SESSIONS’ STRIKING MYOPIA…. Sen. Jeff Sessions (R-Ala.) has long been one of the chamber’s least impressive members, but his Washington Post op-ed today on fiscal issues is striking in its inanity. It’s almost as if the senator is trying to be unserious.
The far-right Alabamian has suddenly discovered the federal debt, and demands that President Obama show “strong leadership” to address it. That, in and of itself, is rather amusing — Sessions voted for massive tax breaks, two wars, and a massive expansion of Medicare, all of which was financed entirely through the deficit. Indeed, Sessions’ preferred policies added $5 trillion to the national debt in just eight years, and left a $1.3 trillion deficit for Obama to clean up in the midst of a global economic crisis.
In effect, Sessions is demanding Obama show “strong leadership” to fix the budget mess Sessions helped create, but wants none of the blame for.
But that’s not the funny part. This is.
Before the financial crisis of 2008, then-Treasury Secretary Hank Paulson reassured Americans that he had the “housing correction” under control and had “confidence in our capital markets and in their resilience.” Just a few months later, Paulson declared that our financial system was “on the verge of collapse” and that “we have not in our lifetime dealt with a financial crisis of this severity.”
For years, Washington officials played down the systemic risks behind the crisis while they pushed policies that hastened its arrival.
Today, we are again rushing in the wrong direction.
Last month, President Obama would agree to maintain current tax rates only if Congress would agree to increase federal deficit spending. We are headed toward a cliff, yet the president hits the accelerator.
It’s hard to navigate through Sessions’ confusion, but he seems to think the national debt — the one he personally helped make much worse — has pushed us to the brink of collapse, comparable to the conditions in 2008. With that in mind, Sessions is outraged that the president negotiated extended unemployment benefits, while Sessions and his party sought hundreds of billions of dollars in tax breaks, all of which they insisted be financed through the deficit and added to the debt.
The senator’s leaps of logic here are dizzying. Sessions is worried about the debt that he helped create. Late last year, he demanded tax breaks that made the debt worse. And now he’s incensed that Obama hasn’t done more to fix the problem.
The op-ed goes on to endorse British-style austerity measures, holding the debt limit hostage, and draconian, job-killing spending cuts. Indeed, it’s worth emphasizing Sessions wrote an entire op-ed about “economic policy,” but didn’t mention jobs or employment at all, as if job creation is simply not a priority for him, despite the 9.4% unemployment rate.
Sessions noted in his piece, “The Washington bubble has never been so thick.” Senator, something’s thick, but I’m afraid it’s not the Washington bubble.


TASK INSTRUCTIONS
Transcribe each line below word for word.

[PROVIDED RECORDS — start]

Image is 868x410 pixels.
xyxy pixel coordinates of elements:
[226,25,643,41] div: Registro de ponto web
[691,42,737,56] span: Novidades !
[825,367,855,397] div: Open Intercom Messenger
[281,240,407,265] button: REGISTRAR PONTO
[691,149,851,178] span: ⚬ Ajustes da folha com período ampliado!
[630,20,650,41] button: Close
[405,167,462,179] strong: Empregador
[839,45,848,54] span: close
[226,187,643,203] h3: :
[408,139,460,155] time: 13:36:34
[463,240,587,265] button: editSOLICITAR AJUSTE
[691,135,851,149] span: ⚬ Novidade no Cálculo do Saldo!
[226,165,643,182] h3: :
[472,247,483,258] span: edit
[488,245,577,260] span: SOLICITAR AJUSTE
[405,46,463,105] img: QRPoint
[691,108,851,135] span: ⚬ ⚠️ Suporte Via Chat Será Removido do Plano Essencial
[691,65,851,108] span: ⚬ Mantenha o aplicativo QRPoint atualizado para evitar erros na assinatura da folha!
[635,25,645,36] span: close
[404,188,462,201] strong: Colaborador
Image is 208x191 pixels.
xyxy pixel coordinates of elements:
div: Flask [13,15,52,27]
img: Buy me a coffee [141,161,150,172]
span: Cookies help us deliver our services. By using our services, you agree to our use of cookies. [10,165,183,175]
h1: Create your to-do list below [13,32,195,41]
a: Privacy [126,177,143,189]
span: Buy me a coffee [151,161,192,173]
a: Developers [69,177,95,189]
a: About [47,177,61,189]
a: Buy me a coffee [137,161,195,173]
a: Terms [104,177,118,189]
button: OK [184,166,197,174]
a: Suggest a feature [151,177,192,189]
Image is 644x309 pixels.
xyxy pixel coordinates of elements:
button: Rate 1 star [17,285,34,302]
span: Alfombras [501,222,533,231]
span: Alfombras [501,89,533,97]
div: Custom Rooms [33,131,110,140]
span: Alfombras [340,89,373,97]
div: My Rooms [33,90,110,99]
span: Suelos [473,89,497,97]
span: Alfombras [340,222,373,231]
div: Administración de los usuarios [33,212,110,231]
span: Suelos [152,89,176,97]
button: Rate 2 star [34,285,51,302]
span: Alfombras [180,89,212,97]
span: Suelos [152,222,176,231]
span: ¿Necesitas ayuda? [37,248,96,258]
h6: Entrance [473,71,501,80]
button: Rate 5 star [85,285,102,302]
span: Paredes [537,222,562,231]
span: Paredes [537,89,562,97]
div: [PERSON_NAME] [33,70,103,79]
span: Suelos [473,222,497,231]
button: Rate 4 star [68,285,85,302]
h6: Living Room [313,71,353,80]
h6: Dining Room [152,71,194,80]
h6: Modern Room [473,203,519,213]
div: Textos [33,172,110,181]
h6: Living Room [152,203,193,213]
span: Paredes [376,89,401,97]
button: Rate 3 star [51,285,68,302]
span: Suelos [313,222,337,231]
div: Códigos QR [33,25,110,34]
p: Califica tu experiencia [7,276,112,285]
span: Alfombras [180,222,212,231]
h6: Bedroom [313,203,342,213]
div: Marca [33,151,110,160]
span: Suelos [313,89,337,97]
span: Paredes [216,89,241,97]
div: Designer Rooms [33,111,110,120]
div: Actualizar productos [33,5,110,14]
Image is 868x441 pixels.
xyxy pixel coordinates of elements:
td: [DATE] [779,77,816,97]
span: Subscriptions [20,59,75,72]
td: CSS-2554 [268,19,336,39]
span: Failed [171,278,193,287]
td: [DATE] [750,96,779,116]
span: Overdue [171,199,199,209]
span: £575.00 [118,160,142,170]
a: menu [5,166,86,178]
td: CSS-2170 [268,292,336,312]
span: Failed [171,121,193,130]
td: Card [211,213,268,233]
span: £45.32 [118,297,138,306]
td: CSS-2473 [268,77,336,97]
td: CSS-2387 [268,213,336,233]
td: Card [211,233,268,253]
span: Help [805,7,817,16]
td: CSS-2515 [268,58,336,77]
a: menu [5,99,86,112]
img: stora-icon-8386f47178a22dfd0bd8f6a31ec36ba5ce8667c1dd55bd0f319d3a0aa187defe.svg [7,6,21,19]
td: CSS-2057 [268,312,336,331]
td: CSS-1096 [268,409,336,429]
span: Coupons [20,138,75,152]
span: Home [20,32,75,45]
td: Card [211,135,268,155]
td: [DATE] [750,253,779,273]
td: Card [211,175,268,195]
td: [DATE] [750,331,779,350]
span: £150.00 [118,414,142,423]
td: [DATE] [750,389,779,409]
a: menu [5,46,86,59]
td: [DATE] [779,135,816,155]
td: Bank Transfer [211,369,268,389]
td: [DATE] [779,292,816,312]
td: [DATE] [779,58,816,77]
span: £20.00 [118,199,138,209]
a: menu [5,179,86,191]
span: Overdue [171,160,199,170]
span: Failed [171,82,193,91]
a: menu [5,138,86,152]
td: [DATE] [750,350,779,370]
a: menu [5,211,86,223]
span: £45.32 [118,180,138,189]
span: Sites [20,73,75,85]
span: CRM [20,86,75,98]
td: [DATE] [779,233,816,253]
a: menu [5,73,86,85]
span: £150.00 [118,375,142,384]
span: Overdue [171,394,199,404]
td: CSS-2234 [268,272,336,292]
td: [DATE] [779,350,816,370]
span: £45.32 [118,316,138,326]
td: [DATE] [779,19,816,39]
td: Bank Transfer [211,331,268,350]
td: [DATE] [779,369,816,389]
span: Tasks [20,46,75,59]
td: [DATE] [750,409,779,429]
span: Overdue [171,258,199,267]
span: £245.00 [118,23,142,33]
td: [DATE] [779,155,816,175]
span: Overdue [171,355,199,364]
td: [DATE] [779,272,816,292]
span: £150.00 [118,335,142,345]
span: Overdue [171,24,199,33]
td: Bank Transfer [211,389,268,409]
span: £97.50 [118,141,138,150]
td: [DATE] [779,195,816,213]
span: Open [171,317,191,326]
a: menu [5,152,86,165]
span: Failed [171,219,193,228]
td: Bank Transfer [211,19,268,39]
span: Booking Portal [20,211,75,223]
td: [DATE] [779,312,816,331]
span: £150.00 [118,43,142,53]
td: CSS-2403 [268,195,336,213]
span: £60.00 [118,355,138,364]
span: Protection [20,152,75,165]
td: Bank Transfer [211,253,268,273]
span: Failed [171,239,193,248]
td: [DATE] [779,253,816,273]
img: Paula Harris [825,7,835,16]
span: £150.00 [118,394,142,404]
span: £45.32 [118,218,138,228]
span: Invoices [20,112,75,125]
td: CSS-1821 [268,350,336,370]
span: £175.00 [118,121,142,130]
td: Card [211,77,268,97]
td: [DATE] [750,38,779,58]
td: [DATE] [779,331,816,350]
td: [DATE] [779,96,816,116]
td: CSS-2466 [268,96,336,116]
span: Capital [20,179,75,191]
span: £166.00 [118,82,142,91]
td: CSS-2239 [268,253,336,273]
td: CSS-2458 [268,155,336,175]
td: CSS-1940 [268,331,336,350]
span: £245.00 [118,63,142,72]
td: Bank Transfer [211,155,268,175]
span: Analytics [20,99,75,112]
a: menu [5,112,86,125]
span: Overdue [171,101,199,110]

[PROVIDED RECORDS — finish]

EXERCISE ANSWER
Image is 868x410 pixels.
xyxy pixel coordinates of elements:
[226,25,643,41] div: Registro de ponto web
[691,42,737,56] span: Novidades !
[825,367,855,397] div: Open Intercom Messenger
[281,240,407,265] button: REGISTRAR PONTO
[691,149,851,178] span: ⚬ Ajustes da folha com período ampliado!
[630,20,650,41] button: Close
[405,167,462,179] strong: Empregador
[839,45,848,54] span: close
[226,187,643,203] h3: :
[408,139,460,155] time: 13:36:34
[463,240,587,265] button: editSOLICITAR AJUSTE
[691,135,851,149] span: ⚬ Novidade no Cálculo do Saldo!
[226,165,643,182] h3: :
[472,247,483,258] span: edit
[488,245,577,260] span: SOLICITAR AJUSTE
[405,46,463,105] img: QRPoint
[691,108,851,135] span: ⚬ ⚠️ Suporte Via Chat Será Removido do Plano Essencial
[691,65,851,108] span: ⚬ Mantenha o aplicativo QRPoint atualizado para evitar erros na assinatura da folha!
[635,25,645,36] span: close
[404,188,462,201] strong: Colaborador
Image is 208x191 pixels.
xyxy pixel coordinates of elements:
div: Flask [13,15,52,27]
img: Buy me a coffee [141,161,150,172]
span: Cookies help us deliver our services. By using our services, you agree to our use of cookies. [10,165,183,175]
h1: Create your to-do list below [13,32,195,41]
a: Privacy [126,177,143,189]
span: Buy me a coffee [151,161,192,173]
a: Developers [69,177,95,189]
a: About [47,177,61,189]
a: Buy me a coffee [137,161,195,173]
a: Terms [104,177,118,189]
button: OK [184,166,197,174]
a: Suggest a feature [151,177,192,189]
Image is 644x309 pixels.
xyxy pixel coordinates of elements:
button: Rate 1 star [17,285,34,302]
span: Alfombras [501,222,533,231]
span: Alfombras [501,89,533,97]
div: Custom Rooms [33,131,110,140]
span: Alfombras [340,89,373,97]
div: My Rooms [33,90,110,99]
span: Suelos [473,89,497,97]
span: Alfombras [340,222,373,231]
div: Administración de los usuarios [33,212,110,231]
span: Suelos [152,89,176,97]
button: Rate 2 star [34,285,51,302]
span: Alfombras [180,89,212,97]
span: Suelos [152,222,176,231]
span: ¿Necesitas ayuda? [37,248,96,258]
h6: Entrance [473,71,501,80]
button: Rate 5 star [85,285,102,302]
span: Paredes [537,222,562,231]
span: Paredes [537,89,562,97]
div: [PERSON_NAME] [33,70,103,79]
span: Suelos [473,222,497,231]
button: Rate 4 star [68,285,85,302]
h6: Living Room [313,71,353,80]
h6: Dining Room [152,71,194,80]
h6: Modern Room [473,203,519,213]
div: Textos [33,172,110,181]
h6: Living Room [152,203,193,213]
span: Paredes [376,89,401,97]
button: Rate 3 star [51,285,68,302]
span: Suelos [313,222,337,231]
div: Códigos QR [33,25,110,34]
p: Califica tu experiencia [7,276,112,285]
span: Alfombras [180,222,212,231]
h6: Bedroom [313,203,342,213]
div: Marca [33,151,110,160]
span: Suelos [313,89,337,97]
span: Paredes [216,89,241,97]
div: Designer Rooms [33,111,110,120]
div: Actualizar productos [33,5,110,14]
Image is 868x441 pixels.
xyxy pixel coordinates of elements:
td: [DATE] [779,77,816,97]
span: Subscriptions [20,59,75,72]
td: CSS-2554 [268,19,336,39]
span: Failed [171,278,193,287]
td: [DATE] [750,96,779,116]
span: Overdue [171,199,199,209]
span: £575.00 [118,160,142,170]
a: menu [5,166,86,178]
td: CSS-2170 [268,292,336,312]
span: Failed [171,121,193,130]
td: Card [211,213,268,233]
span: £45.32 [118,297,138,306]
td: CSS-2473 [268,77,336,97]
td: CSS-2387 [268,213,336,233]
td: Card [211,233,268,253]
span: Help [805,7,817,16]
td: CSS-2515 [268,58,336,77]
a: menu [5,99,86,112]
img: stora-icon-8386f47178a22dfd0bd8f6a31ec36ba5ce8667c1dd55bd0f319d3a0aa187defe.svg [7,6,21,19]
td: CSS-2057 [268,312,336,331]
td: CSS-1096 [268,409,336,429]
span: Coupons [20,138,75,152]
span: Home [20,32,75,45]
td: Card [211,135,268,155]
td: [DATE] [750,253,779,273]
td: Card [211,175,268,195]
td: [DATE] [750,331,779,350]
span: £150.00 [118,414,142,423]
td: [DATE] [750,389,779,409]
a: menu [5,46,86,59]
td: [DATE] [779,135,816,155]
td: Bank Transfer [211,369,268,389]
td: [DATE] [779,292,816,312]
td: [DATE] [779,58,816,77]
span: £20.00 [118,199,138,209]
a: menu [5,179,86,191]
span: Overdue [171,160,199,170]
span: Failed [171,82,193,91]
a: menu [5,138,86,152]
td: [DATE] [750,350,779,370]
a: menu [5,211,86,223]
span: £45.32 [118,180,138,189]
span: Sites [20,73,75,85]
span: CRM [20,86,75,98]
td: [DATE] [779,233,816,253]
a: menu [5,73,86,85]
span: £150.00 [118,375,142,384]
span: Overdue [171,394,199,404]
td: CSS-2234 [268,272,336,292]
td: [DATE] [779,350,816,370]
span: £45.32 [118,316,138,326]
td: [DATE] [779,19,816,39]
td: Bank Transfer [211,331,268,350]
td: [DATE] [779,369,816,389]
span: Tasks [20,46,75,59]
td: [DATE] [750,409,779,429]
span: Overdue [171,258,199,267]
span: £245.00 [118,23,142,33]
td: [DATE] [779,155,816,175]
span: Overdue [171,355,199,364]
td: [DATE] [779,272,816,292]
span: £150.00 [118,335,142,345]
span: Overdue [171,24,199,33]
td: Bank Transfer [211,389,268,409]
span: £97.50 [118,141,138,150]
td: [DATE] [779,195,816,213]
span: Open [171,317,191,326]
a: menu [5,152,86,165]
span: Failed [171,219,193,228]
td: Bank Transfer [211,19,268,39]
span: Booking Portal [20,211,75,223]
td: [DATE] [779,312,816,331]
span: £150.00 [118,43,142,53]
td: CSS-2403 [268,195,336,213]
span: £60.00 [118,355,138,364]
span: Protection [20,152,75,165]
td: Bank Transfer [211,253,268,273]
span: Failed [171,239,193,248]
td: [DATE] [779,253,816,273]
img: Paula Harris [825,7,835,16]
span: £150.00 [118,394,142,404]
span: £45.32 [118,218,138,228]
span: Invoices [20,112,75,125]
td: CSS-1821 [268,350,336,370]
span: £175.00 [118,121,142,130]
td: Card [211,77,268,97]
td: [DATE] [750,38,779,58]
td: [DATE] [779,331,816,350]
td: [DATE] [779,96,816,116]
td: CSS-2466 [268,96,336,116]
span: Capital [20,179,75,191]
span: £166.00 [118,82,142,91]
td: CSS-2239 [268,253,336,273]
td: CSS-2458 [268,155,336,175]
td: CSS-1940 [268,331,336,350]
span: £245.00 [118,63,142,72]
td: Bank Transfer [211,155,268,175]
span: Analytics [20,99,75,112]
a: menu [5,112,86,125]
span: Overdue [171,101,199,110]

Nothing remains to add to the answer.